Ceisteanna—Questions Oral Answers. - Irish Postal Orders.

11.

asked the Minister for Posts and Telegraphs if he is aware that payment of Irish postal orders are refused in Britain since the break with sterling and that the postal orders cannot be cashed when returned to Ireland as the original payee is named on the order; and his proposals, if any, to remedy this matter.

(Dublin South-Central): The British Post Office have notified my Department that, as currency conversion work is not undertaken at their counters, they have suspended the cashing of Irish postal orders for the present. Crossed Irish postal orders can be cashed at some British banks on their terms.

The sender of a postal order can obtain repayment of the amount, but not the poundage, by presenting the order and counterfoil at the issuing office. Alternatively he may send the order to the Postal Order Section of the Department of Posts and Telegraphs, College House, Dublin 2, for franking and insertion of the sender's name as the payee and the name of the new office of payment.

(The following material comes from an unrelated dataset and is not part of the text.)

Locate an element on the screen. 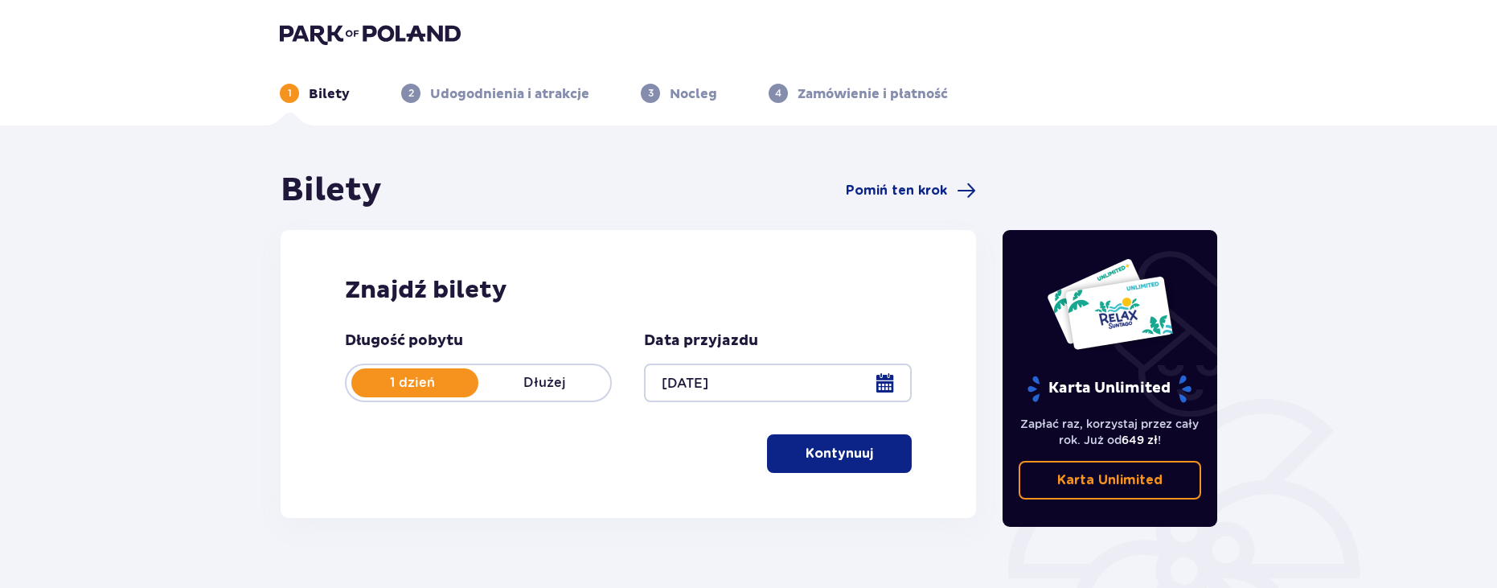 This screenshot has height=588, width=1497. p: 2 is located at coordinates (411, 93).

Would the Minister of State ask his colleague in Government, the Tánaiste, to make the most strenuous representations to the British commercial banks and to the British Post Office authorities to give some modicum of a reasonable exchange rate on the cashing of such postal orders? Is the Minister aware that only this week the best rate one could get in UK banks on an Irish postal order was about 91p or 92p in the £ when the exchange rate was about 97p or 98p and, today, 99p in the £? Therefore, many Irish people sending those postal orders and trying to cash them anywhere within the UK are being discriminated against.

We cannot have long speeches during Question Time.

(Dublin South-Central): I agree with the Deputy. I know that the rate of exchange is very low, especially with respect to the banks. As the Irish currency is almost at parity with sterling there is a possibility that they will exchange the IR£ for the pound sterling.

Is the Minister aware that UK commercial banks, shops, offices and post offices are treating Irish cheques and currency with absolute contempt? I would point out that I do not suffer from the "anti-Brit" attitude of some of the Minister's party. At London Airport yesterday the most one could get for the IR£ was 90 pence, while the official rate of exchange was 98 pence. Apparently the Minister for Finance accepts this discrimination and the contemptuous way in which Irish people are being treated.

(Dublin South-Central): I take the Deputy's point but it is a matter for the Minister for Finance.

Donncha Ó Dulaing could get only 86 pence in the Grosvenor Hotel and is lost somewhere in Soho.